I’ve written about ways of promoting reflection many times: “The Fabric of Reflection,” “A Time to Reflect,”All’s Well That Ends Well,” and others. These posts discuss instructions for reflections written after specific assignments are complete, as well as the final reflection assignment. But they don’t address strategies for helping students organize their own writing as data to support their final reflections.

 

In my first-year composition courses, students practice organizing information as part of the writing process, particularly in the development of a researched synthesis essay. We talk about collecting, sorting, connecting, and framing information as a paper takes shape, and students explore various technologies for accomplishing these often messy but creative tasks. They may use paper, sticky notes, and colored pencils; they might make digital charts and embed links. But in the end, they have a framework for writing.

 

What they are doing in this process, in fact, is illustrating a lovely Greek word that often shows up during Advent readings. That word comes from Luke 2:19: “But Mary treasured up all these things and pondered them in her heart” (NIV).

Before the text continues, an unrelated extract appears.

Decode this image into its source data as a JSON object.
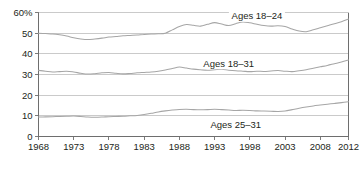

The word translated “ponder” is συμβάλλω, a verb that combines the preposition σύν (“together with”) and βάλλω (“throw”); basically, “pondering” is the process of throwing information together for consideration.

 

While my pre-portfolio assignments assist students with this “συμβάλλω” process, the students don’t have similar support for the final reflection. The technology I use in the class, in fact, may work against the process. Early student drafts are not separate documents; students do all drafting on Google Docs, so to access early drafts requires reviewing the document history online—a process that may be difficult to navigate, particularly when there have been multiple revisions over several weeks. In addition, students frequently resolve comments as they work through feedback. The comments can be accessed again, but doing so again requires finding and searching through the entire stored comments thread. How can I help them find and manage data from their own writing in support of their final reflections?

 

In writing this post, I used a tag filter on the Bedford Bits site to find my content related to reflection. Searching by tag made the task of finding posts written over a period of nearly three years easy and straightforward. 

 

For next term, I’d like my students to have a searchable revision log or journal to help them work through the “συμβάλλω” process in preparation for the final reflection. The log might include a simple entry format, like the one that follows, for use after each draft (initial, post-peer review, post-conference, and post-written feedback):

 

Date/Paper

Process Stage or Source of Feedback

Focus Areas of Revision

Aha moments, Questions, and Notes

Tags

 

 

 

 

 

 

 

 

 

Students will manage their journals in an online document that we update regularly in class, using a student-generated list of tags (audience, evidence, capitalization, comma splices, topic sentences, stance, engagement, etc.). Students can then use these logs at the end of the term to craft writer’s memos for the individual pieces in their portfolios, as well as organize their thinking—and their evidence—for the broader reflection piece.   In doing so, they may find it easier to identify salient aspects of their own writing development, and by searching the document tags, identify specific drafts or comments as support for their insights and conclusions. 

 

How do you encourage your students to reflect broadly over an entire semester? Have you used logs or journals? If so, I’d love to hear what has worked for you.

About the Author
Miriam Moore is Associate Professor of English at the University of North Georgia. She teaches undergraduate linguistics and grammar courses, developmental English courses (integrated reading and writing), ESL composition and pedagogy, and the first-year composition sequence. She is the co-author with Susan Anker of Real Essays, Real Writing, Real Reading and Writing, and Writing Essentials Online. She has over 20 years experience in community college teaching as well. Her interests include applied linguistics, writing about writing approaches to composition, professionalism for two-year college English faculty, and threshold concepts for composition, reading, and grammar.